“Many of my days / Are like heavy rains / Thunderstorms / And me at the middle of it all / Having nowhere to go,” writes Siphesihle, a teenager from South Africa, while Tamara, a 13-year-old from New York, writes, “I just want to graduate without getting shot or into drugs or losing my virginity before I turn 13.” Both girls shared their stories as part of The Do Write Campaign, a non-profit online literary magazine created by Madeleine Lippey ’14.
Founded in July 2011, the magazine aims to encourage the sharing of perspectives through art and writing with a global community. Lippey said that her goal for the magazine is to create a supportive network in which individuals can feel comfortable sharing the difficulties of their lives. The authors of the entries include teenagers from the United States, Asia, Africa and Europe, and the magazine has over 1,000 submissions of poetry, literature, photography and video.
Lippey became passionate about global issues after traveling to Dharamsala, India, where she worked with impoverished children during the summer before her ninth grade year.
Disturbed by the poverty and lack of sanitation she saw there, Lippey was determined to show this different world to her peers in her hometown of Greenwich, CT, and at Andover. She ended up creating a 12-minute documentary, “The Paradox of Our Age,” about her experience in Dharamsala.
Lippey’s film caught the attention of the Ubuntu Education Fund, whose members asked her to travel to South Africa to make a promotional film for them. The fund helps provide children in South Africa with healthcare as well as educational support in preparation for higher education and employment, according to its website.
Lippey said, “I met these incredible, incredible young women [in South Africa] who have been through a lot. A lot of them had been sexually abused, a lot of them have HIV and deal with problems at home like that. I found that a lot of them wrote poems and stories to unleash that pain and I felt like there was a really big demand in the global community for that.”
In a post on the Ubuntu Education Fund’s website, Lippey wrote, “The Ubuntu kids are inspired: they have dreams and plans, and brush away any notion that they might not come true. They give themselves a voice by simply taking the first step and speaking out.”
“These young people are going after their passions and are not willing to let the life they have been born into determine the life that they want to live,” Lippey added.
The children she met in South Africa inspired her to continue her global social justice work, which culminated in the formation of The Do Write Campaign as a way for their voices to be heard.
“Writing has always been a huge passion for me and has always been the way I connected with other people,” said Lippey. “In the 21st century we are all so focused on the Internet and Facebook as ways of communication, and I wanted to figure out a way to use the Internet as a catalyst for showing the power of the written word.”
Lippey uploads every entry submitted to her through email to the site.
“There was this incredible [post]. This kid was actually dying of cancer and he wrote about being sick of being sick, which really resonated with me,” she said.
Another one of the most striking posts Lippey has read so far was submitted by Soha Sanchorawala ’14.
“[Sanchorawala] wrote a really, really stirring [poem] called ‘Shotgun’ about women not being able to drive in Saudi Arabia. [It] was really powerful,” said Lippey.
Sanchorawala concludes “Shotgun” declaring, “[Oppression will] hinder those women, / but never for long, / oh you wait, / they’ll come back strong, / fighting with a fire burning bright / when they put their seatbelt on.”
In the coming years, Lippey hopes to expand her project. This summer, Lippey will be hosting a conference for The Do Write Campaign in Port Elizabeth, South Africa, which will feature guest speakers and several workshops and discussions on the social, political and cultural issues that affect young women in the world today.
Lippey has recruited friends from both Andover and Greenwich to help lead the conference.
She has fundraised $1,500 to help cover the travel costs and the Ubuntu Education Fund offered to hold the conference at their headquarters.
Looking forward, Lippey hopes to have at least 25 countries represented in an annual Do Write Conference.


# DESCRIPTION OF THE TASK
Could you reproduce the entries exactly, omitting every picture?

------ THE DATA

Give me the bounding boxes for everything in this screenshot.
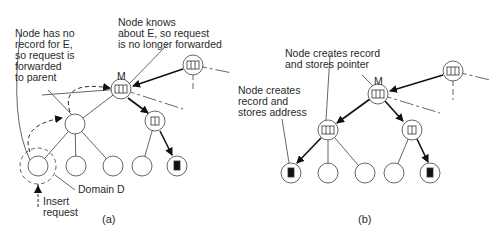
label-insert-request: Insert request (43, 196, 78, 218)
label-domain-d: Domain D (78, 184, 125, 195)
label-node-knows: Node knows about E, so request is no lon… (118, 17, 222, 50)
label-m-a: M (117, 71, 126, 82)
label-stores-address: Node creates record and stores address (238, 85, 307, 118)
label-stores-pointer: Node creates record and stores pointer (285, 48, 380, 70)
label-no-record: Node has no record for E, so request is … (15, 28, 75, 83)
caption-b: (b) (358, 213, 371, 225)
label-m-b: M (374, 76, 383, 87)
caption-a: (a) (102, 213, 115, 225)
panel-b-nodes (281, 61, 463, 183)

------------

# SOLUTION FOR THIS EXERCISE
Give me the bounding boxes for everything in this screenshot.
label-insert-request: Insert request (43, 196, 78, 218)
label-domain-d: Domain D (78, 184, 125, 195)
label-node-knows: Node knows about E, so request is no lon… (118, 17, 222, 50)
label-m-a: M (117, 71, 126, 82)
label-stores-address: Node creates record and stores address (238, 85, 307, 118)
label-stores-pointer: Node creates record and stores pointer (285, 48, 380, 70)
label-no-record: Node has no record for E, so request is … (15, 28, 75, 83)
caption-b: (b) (358, 213, 371, 225)
label-m-b: M (374, 76, 383, 87)
caption-a: (a) (102, 213, 115, 225)
panel-b-nodes (281, 61, 463, 183)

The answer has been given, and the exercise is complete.